RA: The scope of my world I suppose. If I see something that hurts on T.V. Or hear of some injustice then I paint and write about it. As I said, I try to keep everything as real and as close to the bone as possible. I also do this with fun things. I am not all doom and gloom, rather to the contrary, I am a very happy go lucky person.

b-uncut: If I ask you to describe your art, would it be redundant to describe yourself?

RA: My art is me, my mind and pain, my laughter and love, my illness of thought
I constantly strive in endless hours to keep it that way.

The b-quick interview

b-uncut: The swear word you like the most?

RA: Politician

b-uncut: The flaws a man/woman should have to seduce you?

RA: I love a woman that can’t cook, or pretends she can’t so I can show off my culinary skills. ha, ha!

b-uncut: Your parents’ advice you shouldn’t have followed?

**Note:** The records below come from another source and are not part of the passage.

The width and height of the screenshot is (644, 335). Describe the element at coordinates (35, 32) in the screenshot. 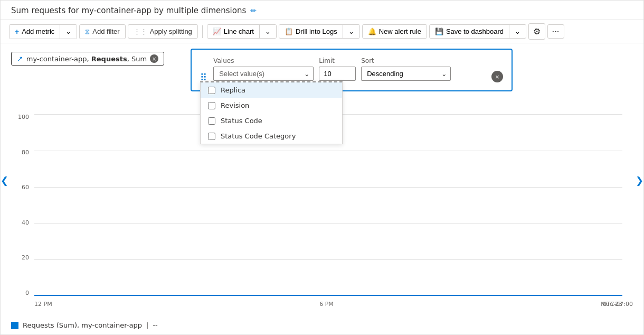

I see `add-metric-button: + Add metric` at that location.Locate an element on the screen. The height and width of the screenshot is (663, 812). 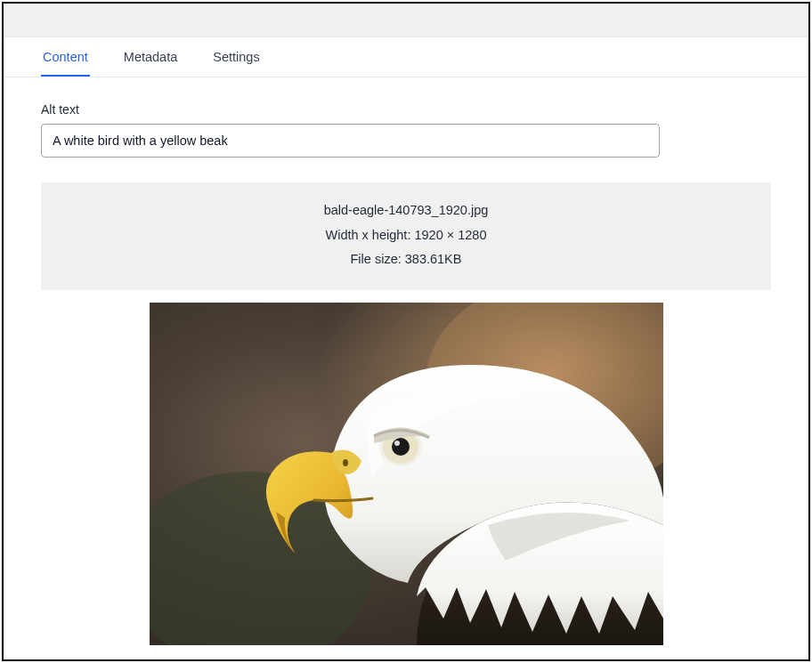
dimensions-label: Width x height: is located at coordinates (369, 235).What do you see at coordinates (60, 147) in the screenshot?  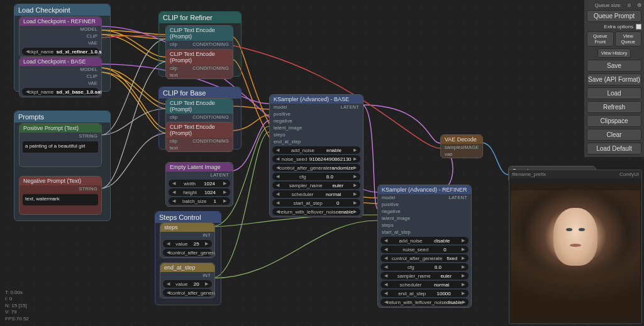 I see `prompt-text: a painting of a beautiful girl` at bounding box center [60, 147].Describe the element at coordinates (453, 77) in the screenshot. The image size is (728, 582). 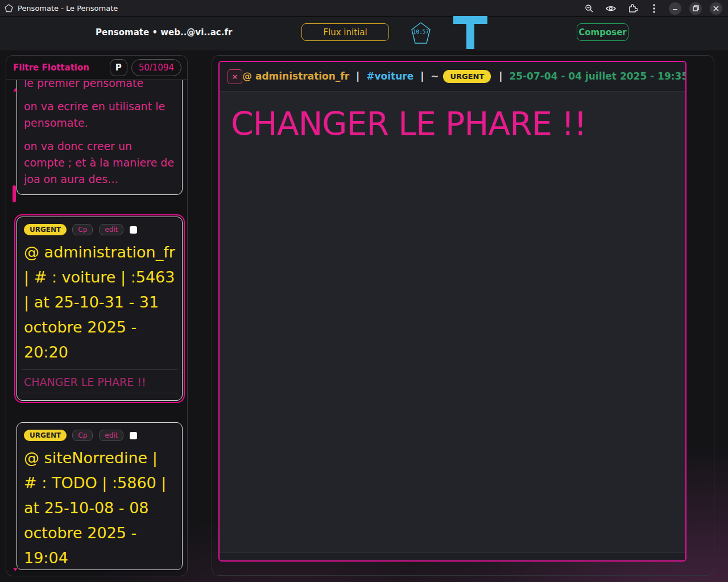
I see `note-detail-header: × @ administration_fr | #voiture | ~ URG…` at that location. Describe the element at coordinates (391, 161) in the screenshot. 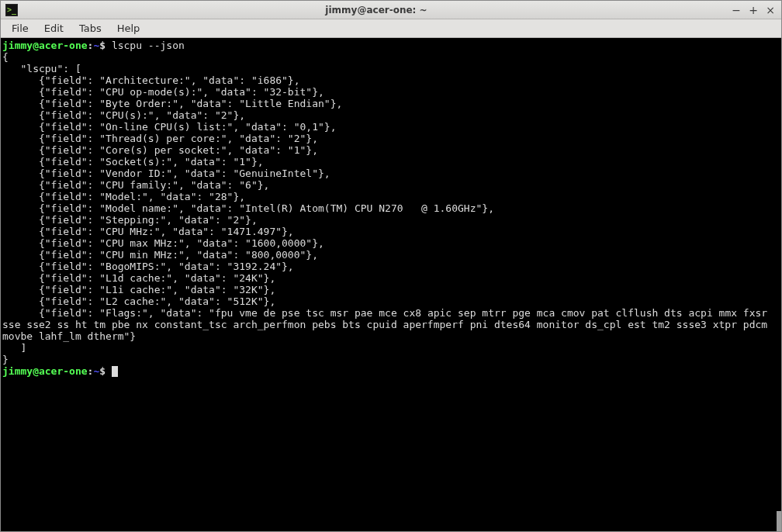

I see `terminal-line: {"field": "Socket(s):", "data": "1"},` at that location. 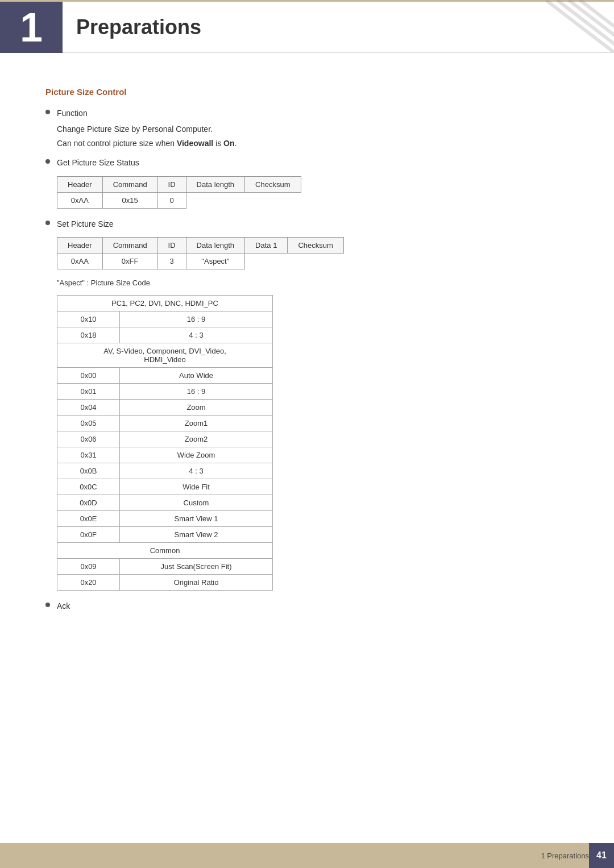 What do you see at coordinates (338, 27) in the screenshot?
I see `chapter-title-block: Preparations` at bounding box center [338, 27].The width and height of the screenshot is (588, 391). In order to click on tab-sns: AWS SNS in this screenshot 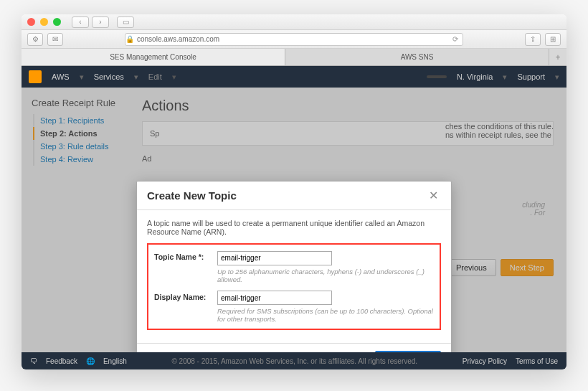, I will do `click(417, 57)`. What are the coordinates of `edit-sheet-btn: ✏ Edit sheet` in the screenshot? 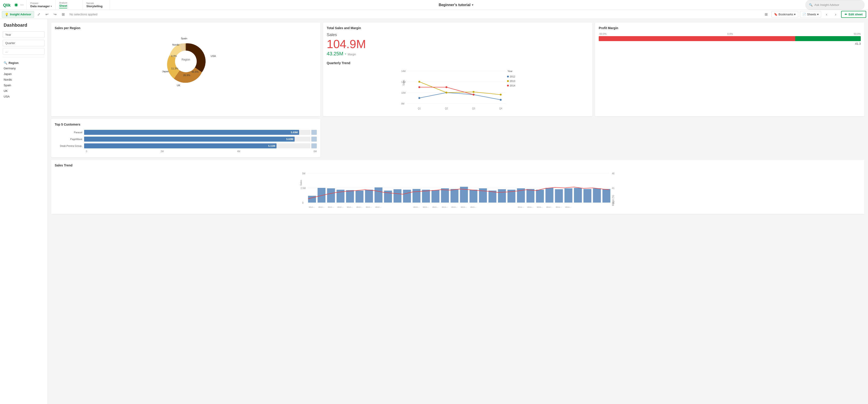 It's located at (854, 14).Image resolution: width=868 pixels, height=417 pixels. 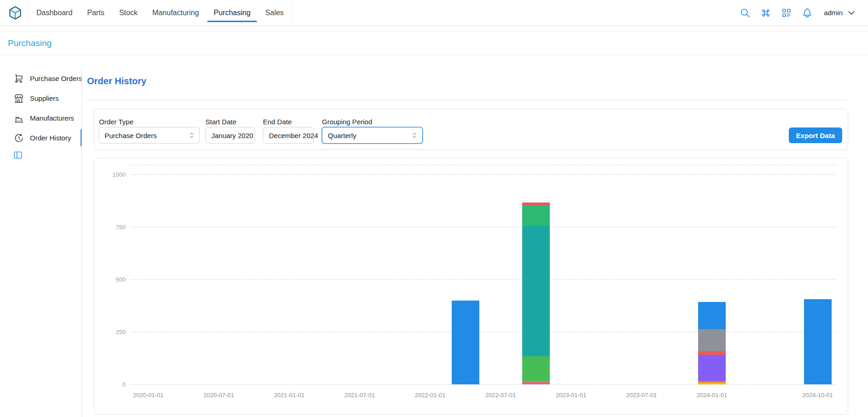 What do you see at coordinates (149, 135) in the screenshot?
I see `order-type-select: Purchase Orders` at bounding box center [149, 135].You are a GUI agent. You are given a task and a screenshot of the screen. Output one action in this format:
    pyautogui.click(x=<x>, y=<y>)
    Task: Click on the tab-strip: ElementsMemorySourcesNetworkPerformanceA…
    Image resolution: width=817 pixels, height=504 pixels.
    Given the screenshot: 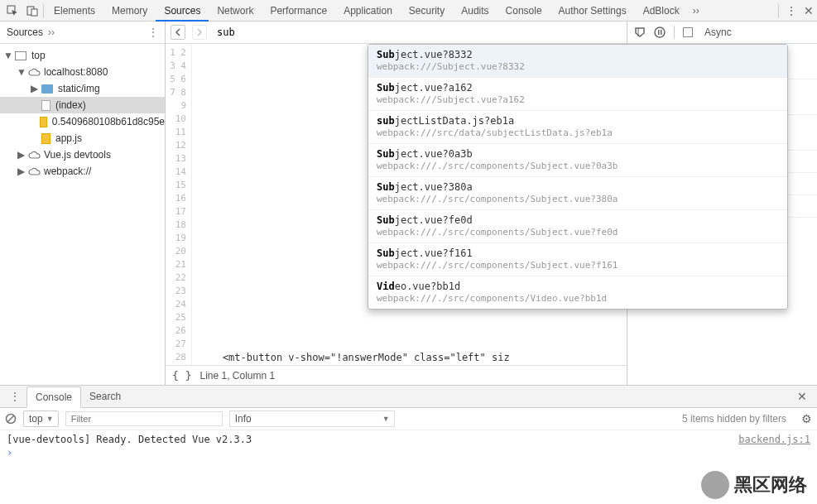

RA: Well my mum always said, “It is not the coughing your coughing, but the coffin your carried off in” So I started smoking. Another one was, “If you fall out that tree and break your legs, don’t come running to me?” Yip, that was my mum.

b-uncut: The talent you wouldn’t want to have?

RA: That’s a hard one? I suppose knitting, I hate that bloody endless clicking sound like a metronome on high speed.

b-uncut: The person you’d like to be hated by?

RA: Dr David Starkey, He wrote terrible things about Scotland. So I wrote a poem about him once and he hates me for it. I love him hating me, the little English four eyed, bum buffing wimp. But I don’t hate him, ha, ha! I am falling of my seat in laughter here.

b-uncut: The question I should never ask you?

RA: Will you do another interview? Ha, ha! “kidding”

When was the last time you changed your underwear? Because I wont tell you. I will tell you however that I am not hungry as I ate a plate of corn flakes three Wednesdays ago. Am I evading the question here?

The b-where interview

b-uncut: Where do you see yourself in…

5 seconds?

RA: Sitting here staring into empty matter

5 minutes?

RA: Making a coffee

5 days?

RA: Sitting here writing, or in my bubble painting.

5 months?

RA: Florida to see my girl

5 centuries?

RA: Sitting in heaven as a wise old man with my girl at my side,
looking at statues built in Dr David Starkey’s name, I can send some pigeons down.

The Should Would Could Interview:

b-uncut: Do we know you?

RA: You should , we had sex, was it that bad?

b-uncut: Should we know you?

RA: Not if your pregnant, ha, ha!
You should know me through the truth I try to write

b-uncut: Will we know you?

Yes as I am going nowhere. Watch this space?